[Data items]
Segment Open

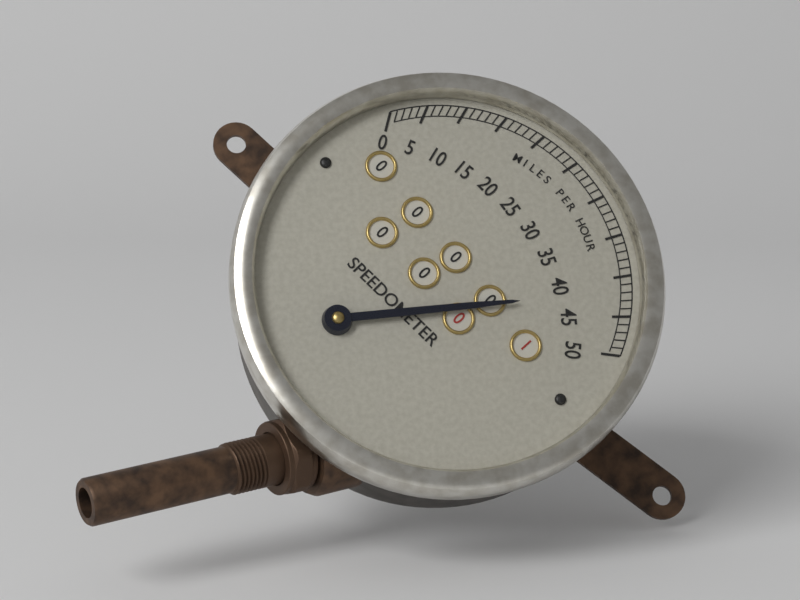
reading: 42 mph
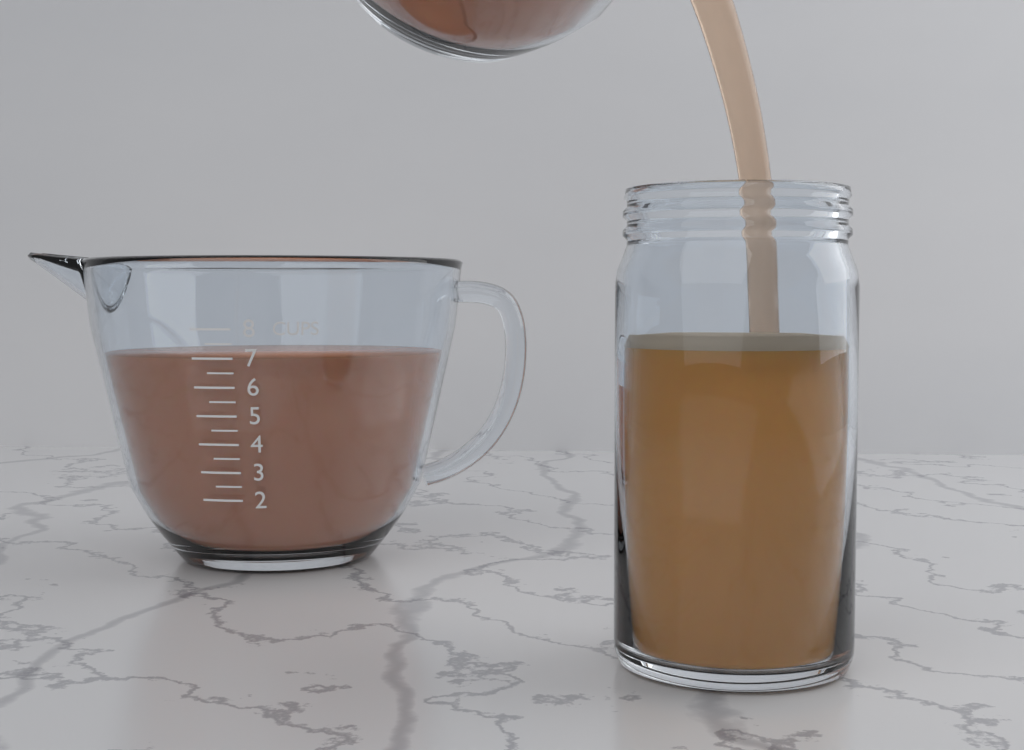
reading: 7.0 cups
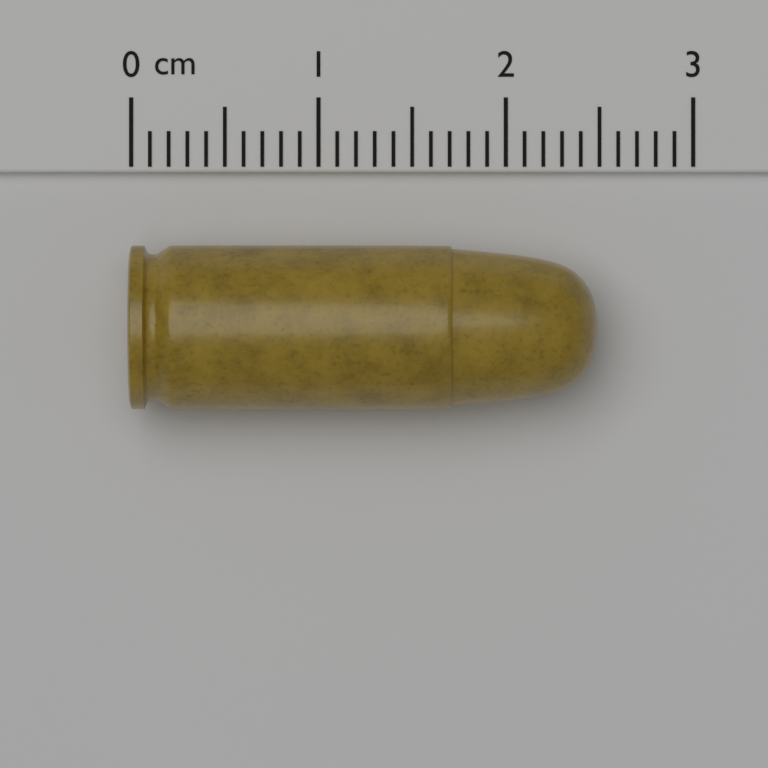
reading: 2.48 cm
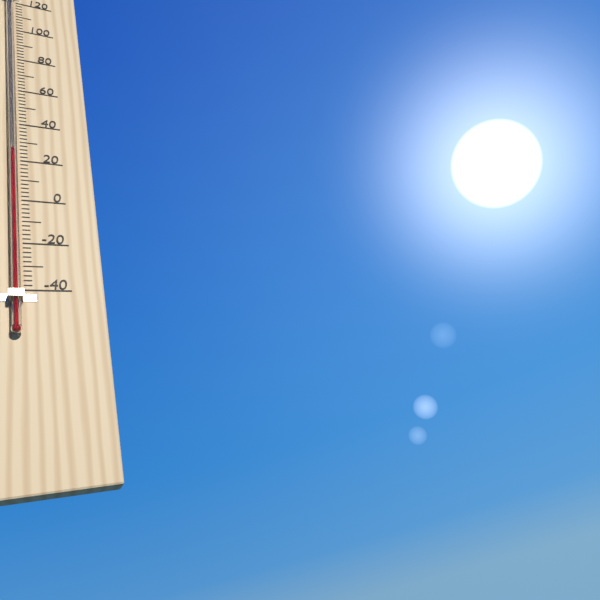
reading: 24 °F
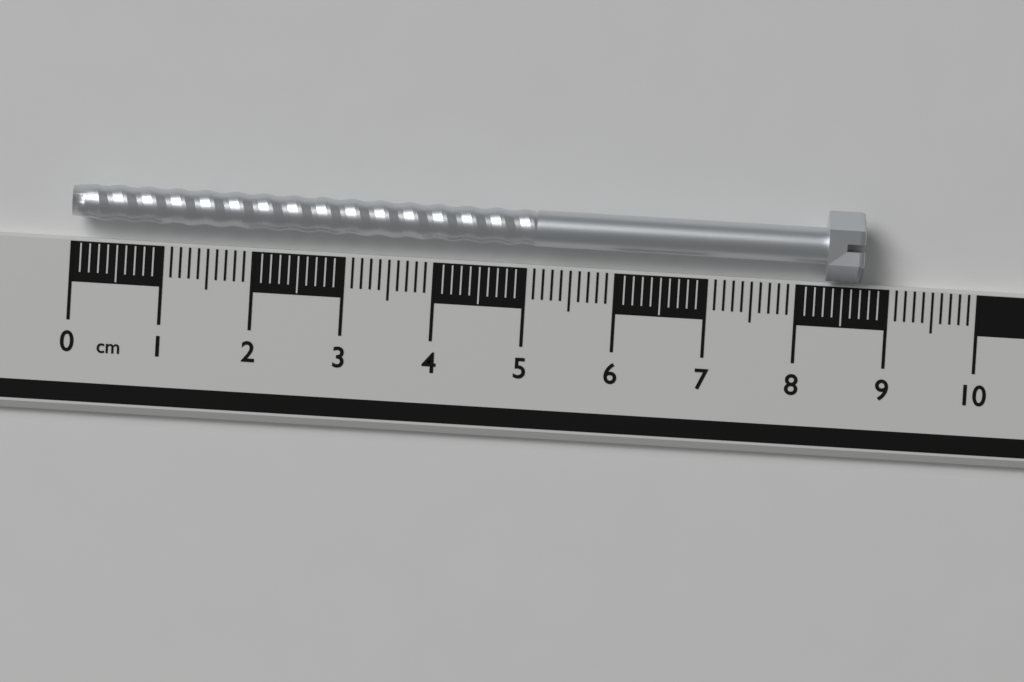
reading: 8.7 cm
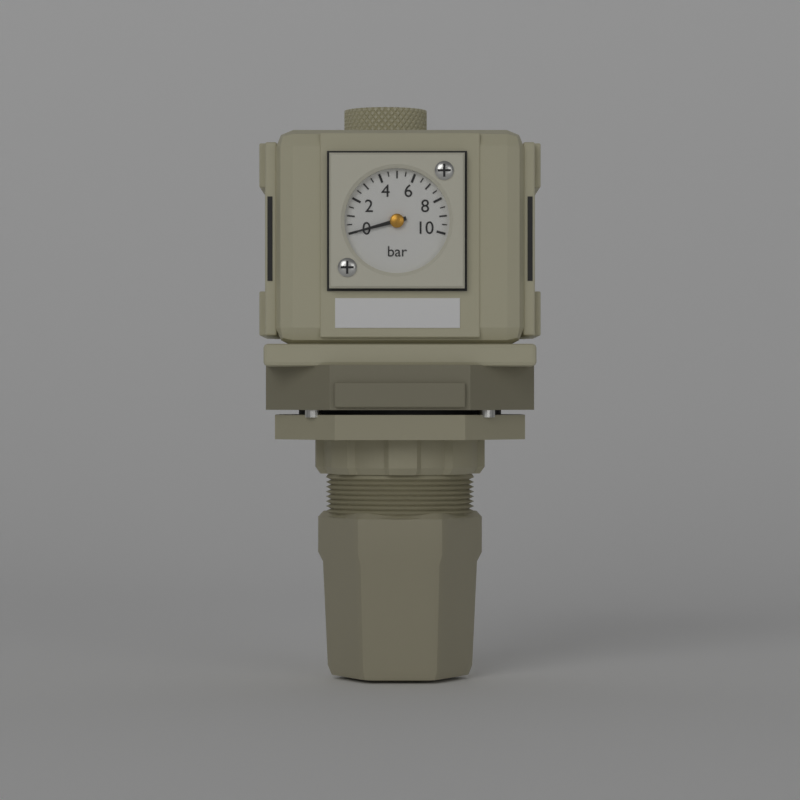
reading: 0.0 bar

Segment Closed

• _ABOUT THIS TASK_: Reproduce the entries above exactly. Do not include the images.

• _EXERCISE RESULT_:
reading: 42 mph
reading: 7.0 cups
reading: 2.48 cm
reading: 24 °F
reading: 8.7 cm
reading: 0.0 bar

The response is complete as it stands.